1968
From Fan History Wiki
1968 is a year of modern fan fiction infancy. Events with lasting repercussions that will be for felt years and years did not seem to be happening. The Star Trek community will produce a few zines. These are, according to Joan Marie Verba in Bolding Writing, ST-Phile 1 which went to press in January and had permission to publish from Gene Roddenberry, and Spockanalia 2 which was published in April, which had several letters from the cast. The latter zine is notable because it contained a piece of fan fiction by Lois McMaster Bujold who would later go pro and win a Hugo award for her writing. Spockanalia 3 came out in September. ST-Phile 2 would be published in November.
At the same time that these Star Trek fanzines were being published, the other parts of the Star Trek community were still heavily involved in the existing science fiction community. Members attended science fiction conventions, helped to run conventions, and published and contributed to science fiction fanzines. This relationship of the two existing in the same community space would continue for a number of years.
The Sherlock Holmes community would continue on with its various activities, clubs and discussions. Their practices and fan fiction culture, which they called pastiche, would remain far removed from media based fan fiction for almost 30 years before beginning to integrate into, on minimal level, the larger fan fiction community. This separation was most likely the result of this community seeing its practices as part of a long standing literary tradition.
In canon universes, Star Trek was still on the air, Man from U.N.C.L.E. was in its last season, Captain Scarlet and the Mysterons is in its first and only year on television and Dark Shadows was still on the air.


=== What to do ===
If a line of the listing contains the string "this", return that line.

=== Working data ===

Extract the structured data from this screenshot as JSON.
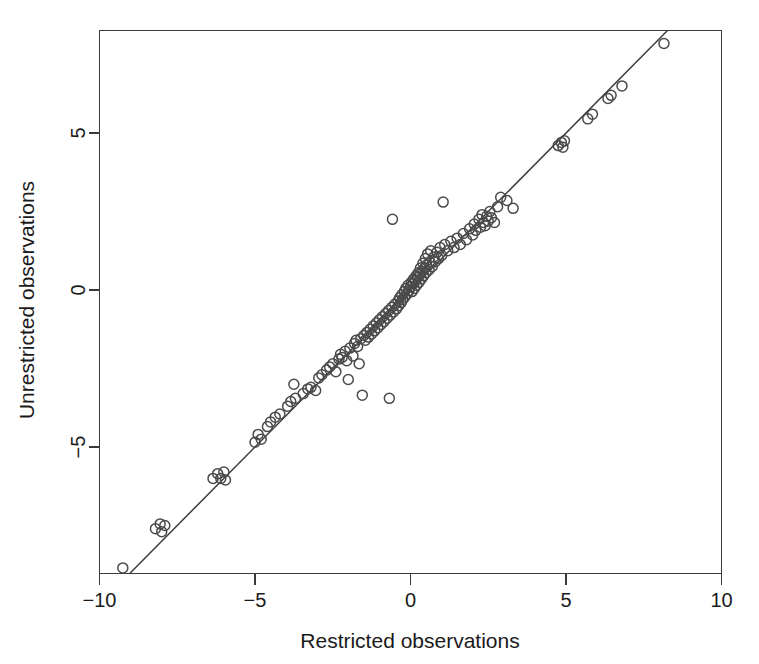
{
  "chart_data": {
    "type": "scatter",
    "title": "",
    "xlabel": "Restricted observations",
    "ylabel": "Unrestricted observations",
    "xlim": [
      -10,
      10
    ],
    "ylim": [
      -9.3,
      9.3
    ],
    "grid": false,
    "legend": null,
    "xticks": [
      -10,
      -5,
      0,
      5,
      10
    ],
    "xtick_labels": [
      "-10",
      "-5",
      "0",
      "5",
      "10"
    ],
    "yticks": [
      -5,
      0,
      5
    ],
    "ytick_labels": [
      "-5",
      "0",
      "5"
    ],
    "marker": "open-circle",
    "marker_size": 10,
    "point_color": "#4a4a4a",
    "line_color": "#3d3d3d",
    "reference_line": {
      "type": "identity",
      "slope": 1,
      "intercept": 0,
      "label": "y = x"
    },
    "n_points": 146,
    "points": [
      [
        -9.25,
        -8.85
      ],
      [
        -8.2,
        -7.6
      ],
      [
        -8.05,
        -7.45
      ],
      [
        -8.0,
        -7.7
      ],
      [
        -7.9,
        -7.5
      ],
      [
        -6.35,
        -6.0
      ],
      [
        -6.2,
        -5.85
      ],
      [
        -6.1,
        -6.0
      ],
      [
        -6.0,
        -5.8
      ],
      [
        -5.95,
        -6.05
      ],
      [
        -5.0,
        -4.85
      ],
      [
        -4.9,
        -4.6
      ],
      [
        -4.8,
        -4.75
      ],
      [
        -4.6,
        -4.35
      ],
      [
        -4.5,
        -4.2
      ],
      [
        -4.35,
        -4.05
      ],
      [
        -4.2,
        -3.95
      ],
      [
        -3.95,
        -3.7
      ],
      [
        -3.85,
        -3.55
      ],
      [
        -3.75,
        -3.0
      ],
      [
        -3.7,
        -3.45
      ],
      [
        -3.45,
        -3.3
      ],
      [
        -3.3,
        -3.15
      ],
      [
        -3.2,
        -3.1
      ],
      [
        -3.05,
        -3.2
      ],
      [
        -2.95,
        -2.8
      ],
      [
        -2.85,
        -2.7
      ],
      [
        -2.7,
        -2.55
      ],
      [
        -2.6,
        -2.45
      ],
      [
        -2.5,
        -2.35
      ],
      [
        -2.4,
        -2.6
      ],
      [
        -2.3,
        -2.2
      ],
      [
        -2.25,
        -2.05
      ],
      [
        -2.2,
        -2.15
      ],
      [
        -2.1,
        -1.95
      ],
      [
        -2.05,
        -2.25
      ],
      [
        -2.0,
        -2.85
      ],
      [
        -1.95,
        -1.85
      ],
      [
        -1.85,
        -2.1
      ],
      [
        -1.8,
        -1.7
      ],
      [
        -1.75,
        -1.6
      ],
      [
        -1.7,
        -1.8
      ],
      [
        -1.65,
        -2.35
      ],
      [
        -1.6,
        -1.55
      ],
      [
        -1.55,
        -3.35
      ],
      [
        -1.5,
        -1.45
      ],
      [
        -1.45,
        -1.6
      ],
      [
        -1.4,
        -1.35
      ],
      [
        -1.35,
        -1.5
      ],
      [
        -1.3,
        -1.25
      ],
      [
        -1.25,
        -1.4
      ],
      [
        -1.2,
        -1.15
      ],
      [
        -1.15,
        -1.3
      ],
      [
        -1.1,
        -1.05
      ],
      [
        -1.05,
        -1.2
      ],
      [
        -1.0,
        -0.95
      ],
      [
        -0.95,
        -1.1
      ],
      [
        -0.9,
        -0.85
      ],
      [
        -0.85,
        -1.0
      ],
      [
        -0.8,
        -0.75
      ],
      [
        -0.75,
        -0.9
      ],
      [
        -0.7,
        -0.65
      ],
      [
        -0.68,
        -3.45
      ],
      [
        -0.65,
        -0.8
      ],
      [
        -0.6,
        -0.55
      ],
      [
        -0.58,
        2.25
      ],
      [
        -0.55,
        -0.7
      ],
      [
        -0.5,
        -0.45
      ],
      [
        -0.45,
        -0.6
      ],
      [
        -0.4,
        -0.35
      ],
      [
        -0.38,
        -0.5
      ],
      [
        -0.35,
        -0.25
      ],
      [
        -0.3,
        -0.4
      ],
      [
        -0.28,
        -0.15
      ],
      [
        -0.25,
        -0.3
      ],
      [
        -0.2,
        -0.05
      ],
      [
        -0.18,
        -0.22
      ],
      [
        -0.15,
        0.05
      ],
      [
        -0.1,
        -0.12
      ],
      [
        -0.08,
        0.15
      ],
      [
        -0.05,
        -0.02
      ],
      [
        0.0,
        0.1
      ],
      [
        0.03,
        0.25
      ],
      [
        0.05,
        -0.05
      ],
      [
        0.08,
        0.2
      ],
      [
        0.1,
        0.35
      ],
      [
        0.12,
        0.05
      ],
      [
        0.15,
        0.3
      ],
      [
        0.18,
        0.45
      ],
      [
        0.2,
        0.15
      ],
      [
        0.22,
        0.4
      ],
      [
        0.25,
        0.55
      ],
      [
        0.28,
        0.25
      ],
      [
        0.3,
        0.5
      ],
      [
        0.32,
        0.7
      ],
      [
        0.35,
        0.35
      ],
      [
        0.38,
        0.6
      ],
      [
        0.4,
        0.85
      ],
      [
        0.42,
        0.45
      ],
      [
        0.45,
        0.7
      ],
      [
        0.48,
        1.0
      ],
      [
        0.5,
        0.55
      ],
      [
        0.52,
        0.8
      ],
      [
        0.55,
        1.15
      ],
      [
        0.6,
        0.65
      ],
      [
        0.62,
        0.9
      ],
      [
        0.65,
        1.25
      ],
      [
        0.7,
        0.75
      ],
      [
        0.75,
        1.05
      ],
      [
        0.8,
        0.9
      ],
      [
        0.85,
        1.2
      ],
      [
        0.9,
        1.0
      ],
      [
        0.95,
        1.35
      ],
      [
        1.0,
        1.1
      ],
      [
        1.05,
        2.8
      ],
      [
        1.1,
        1.45
      ],
      [
        1.2,
        1.25
      ],
      [
        1.3,
        1.55
      ],
      [
        1.4,
        1.35
      ],
      [
        1.5,
        1.65
      ],
      [
        1.6,
        1.45
      ],
      [
        1.7,
        1.8
      ],
      [
        1.8,
        1.6
      ],
      [
        1.9,
        1.95
      ],
      [
        2.0,
        1.75
      ],
      [
        2.05,
        2.1
      ],
      [
        2.1,
        1.9
      ],
      [
        2.2,
        2.25
      ],
      [
        2.25,
        2.0
      ],
      [
        2.3,
        2.4
      ],
      [
        2.35,
        2.15
      ],
      [
        2.4,
        2.05
      ],
      [
        2.45,
        2.35
      ],
      [
        2.5,
        2.2
      ],
      [
        2.55,
        2.5
      ],
      [
        2.6,
        2.3
      ],
      [
        2.7,
        2.15
      ],
      [
        2.8,
        2.65
      ],
      [
        2.9,
        2.95
      ],
      [
        3.1,
        2.85
      ],
      [
        3.3,
        2.6
      ],
      [
        4.75,
        4.6
      ],
      [
        4.85,
        4.7
      ],
      [
        4.9,
        4.55
      ],
      [
        4.95,
        4.75
      ],
      [
        5.7,
        5.45
      ],
      [
        5.85,
        5.6
      ],
      [
        6.35,
        6.1
      ],
      [
        6.45,
        6.2
      ],
      [
        6.8,
        6.5
      ],
      [
        8.15,
        7.85
      ],
      [
        8.95,
        8.6
      ],
      [
        9.3,
        8.95
      ]
    ]
  },
  "axis": {
    "x_title": "Restricted observations",
    "y_title": "Unrestricted observations"
  }
}
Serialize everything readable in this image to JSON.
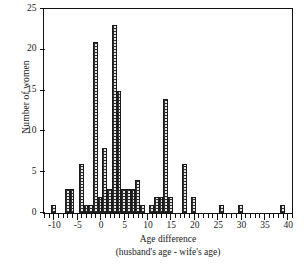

=== Exercise result ===
Extract the structured data from this screenshot as JSON.
Serialize everything readable in this image to JSON.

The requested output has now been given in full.